Abstract | Introduction | Theory | Experiment | Results | Conclusion

Results

Table 1 shows a summary of the results. The first column lists the 15 CRT colors and 9 filter colors measured. The second column contains the colorimetric information measured by the reference spectroradiometer and luminance meter. The third column compares the readings of the tristimulus colorimeter to the reference spectroradiometer before applying any matrix corrections. The colorimeter readings are based on a calibration using the first CRT color (white). The chromaticity differences for some colors exceed 0.010, and the luminance differences range over several percent.

Three different R¢ matrices were computed. The first was computed following the procedure given in ASTM Standard E 1455-92. The first eight CRT color measurements were used as the input data. The second R¢ matrix was computed using the same eight CRT colors as the sample colors, but following the procedure introduced in this work, above. The third R¢ matrix was computed similarly using the first four CRT colors and the first four glass-filter colors (including that of the diffuser alone).

The next three columns in Table 1 show how the differences between the reference and target instruments narrow for the three R¢ matrices. In each column, one of the matrices is applied to measurements of all the CRT colors and the glass-filter colors. For the CRT measurements, the results are summarized in two ways: the differences including those samples that went into the computation of R¢, and those excluding those samples. For the filter-glass measurements, the summary includes all 9 samples. In each case, the RMS and maximum differences are shown.

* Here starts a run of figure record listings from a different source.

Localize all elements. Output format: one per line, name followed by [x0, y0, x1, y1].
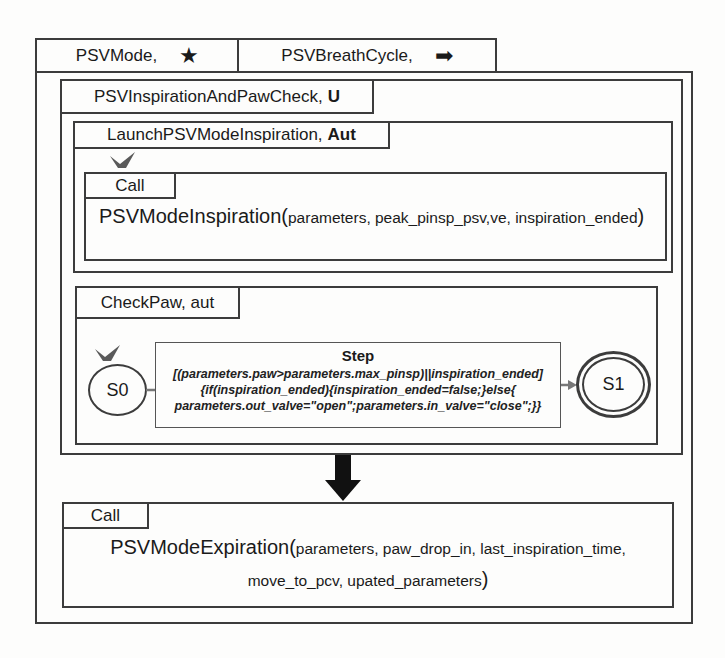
launch-inspiration-header: LaunchPSVModeInspiration, Aut — [73, 121, 390, 149]
function-close: ) — [638, 205, 645, 227]
state-label: S1 — [602, 374, 624, 395]
tab-label: PSVMode, — [76, 46, 157, 66]
tab-psvbreathcycle[interactable]: PSVBreathCycle, ➡ — [237, 38, 497, 73]
sequence-arrow-down-icon — [324, 455, 362, 502]
inspiration-paw-check-header: PSVInspirationAndPawCheck, U — [60, 79, 374, 114]
function-close: ) — [482, 568, 489, 590]
step-transition[interactable]: Step [(parameters.paw>parameters.max_pin… — [155, 342, 561, 428]
checkpaw-header: CheckPaw, aut — [75, 286, 240, 319]
function-name: PSVModeExpiration( — [110, 536, 296, 558]
signature-line-1: PSVModeExpiration(parameters, paw_drop_i… — [62, 532, 674, 564]
block-title: CheckPaw, aut — [101, 293, 214, 313]
initial-check-icon — [93, 343, 123, 365]
step-title: Step — [156, 343, 560, 366]
function-name: PSVModeInspiration( — [99, 205, 288, 227]
signature-line-2: move_to_pcv, upated_parameters) — [62, 564, 674, 596]
block-title: PSVInspirationAndPawCheck, — [94, 87, 323, 107]
function-params-line-2: move_to_pcv, upated_parameters — [248, 572, 482, 589]
call-label: Call — [91, 506, 120, 526]
tab-label: PSVBreathCycle, — [281, 46, 412, 66]
step-guard: [(parameters.paw>parameters.max_pinsp)||… — [156, 366, 560, 382]
call-label: Call — [115, 176, 144, 196]
final-state-inner-ring: S1 — [582, 357, 645, 412]
step-action-line-2: parameters.out_valve="open";parameters.i… — [156, 398, 560, 414]
arrow-right-icon: ➡ — [435, 45, 453, 67]
function-params: parameters, peak_pinsp_psv,ve, inspirati… — [288, 209, 638, 226]
expiration-call-signature: PSVModeExpiration(parameters, paw_drop_i… — [62, 532, 674, 596]
tab-psvmode[interactable]: PSVMode, ★ — [35, 38, 240, 73]
step-action-line-1: {if(inspiration_ended){inspiration_ended… — [156, 382, 560, 398]
state-s1-final[interactable]: S1 — [576, 351, 651, 418]
block-modifier: Aut — [328, 125, 356, 145]
call-header: Call — [62, 502, 149, 529]
star-icon: ★ — [179, 45, 199, 67]
state-s0[interactable]: S0 — [88, 364, 147, 416]
function-params-line-1: parameters, paw_drop_in, last_inspiratio… — [296, 540, 626, 557]
block-title: LaunchPSVModeInspiration, — [107, 125, 322, 145]
state-label: S0 — [106, 380, 128, 401]
call-header: Call — [84, 172, 176, 199]
block-modifier: U — [328, 87, 340, 107]
inspiration-call-signature: PSVModeInspiration(parameters, peak_pins… — [99, 205, 644, 228]
initial-check-icon — [108, 150, 138, 172]
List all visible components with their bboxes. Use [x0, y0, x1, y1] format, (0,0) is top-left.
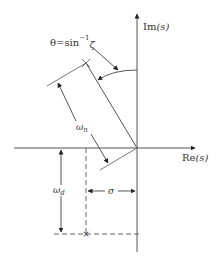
s-plane-diagram: Im(s) Re(s) ωn θ=sin−1ζ ωd σ × [0, 0, 218, 261]
omega-n-arrow-top [58, 83, 76, 121]
real-axis-label: Re(s) [182, 152, 208, 163]
omega-d-label: ωd [53, 185, 65, 197]
theta-label: θ=sin−1ζ [50, 34, 96, 50]
omega-n-label: ωn [76, 122, 88, 134]
theta-leader-arrow [92, 47, 118, 70]
omega-n-extension-top [47, 63, 86, 86]
imaginary-axis-label: Im(s) [143, 21, 169, 32]
radial-line [86, 63, 137, 148]
theta-arc [98, 70, 137, 80]
pole-marker: × [82, 229, 90, 239]
sigma-label: σ [108, 186, 115, 196]
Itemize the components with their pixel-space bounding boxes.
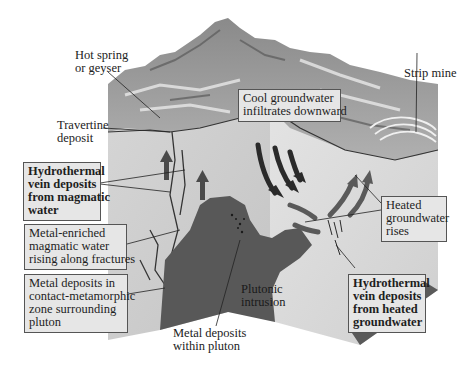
label-line: groundwater [353,316,421,329]
label-metal-deposits-within-pluton: Metal deposits within pluton [173,327,246,353]
label-line: water [28,204,96,217]
label-contact-metamorphic: Metal deposits in contact-metamorphic zo… [24,274,128,333]
label-line: Strip mine [404,67,456,80]
label-line: or geyser [75,62,128,75]
label-line: infiltrates downward [243,105,336,118]
label-travertine: Travertine deposit [57,119,109,145]
label-vein-deposits-heated: Hydrothermal vein deposits from heated g… [348,274,426,333]
label-heated-groundwater: Heated groundwater rises [381,196,447,242]
label-plutonic-intrusion: Plutonic intrusion [241,283,285,309]
label-line: pluton [29,316,123,329]
label-metal-enriched-water: Metal-enriched magmatic water rising alo… [24,224,127,270]
label-strip-mine: Strip mine [404,67,456,80]
label-line: deposit [57,132,109,145]
label-line: within pluton [173,340,246,353]
label-cool-groundwater: Cool groundwater infiltrates downward [238,89,341,122]
label-hot-spring: Hot spring or geyser [75,49,128,75]
label-line: intrusion [241,296,285,309]
label-line: rising along fractures [29,253,122,266]
label-line: rises [386,225,442,238]
label-vein-deposits-magmatic: Hydrothermal vein deposits from magmatic… [23,162,101,221]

The results show that all three R¢ matrices provide significant improvement in the operation of the tristimulus colorimeter. The measurements of the filtered-glasses also improved with the two R¢ matrices that were based solely on the CRT measurements. In these two cases, for the CRT measurements, the RMS differences in x, y were all £ 0.001. The new minimization technique (column 5) is seen to yield better results than the ASTM formula (column 4). Additional analysis shows that much of this improvement with the minimization in (x, y, Y) space arises due to common mode noise in the (X, Y, Z) values of a single measurement (e.g., from display flicker). The data in the last column show a good compromise between improvements in the CRT measurements and improvements in the measurements of the colored glasses.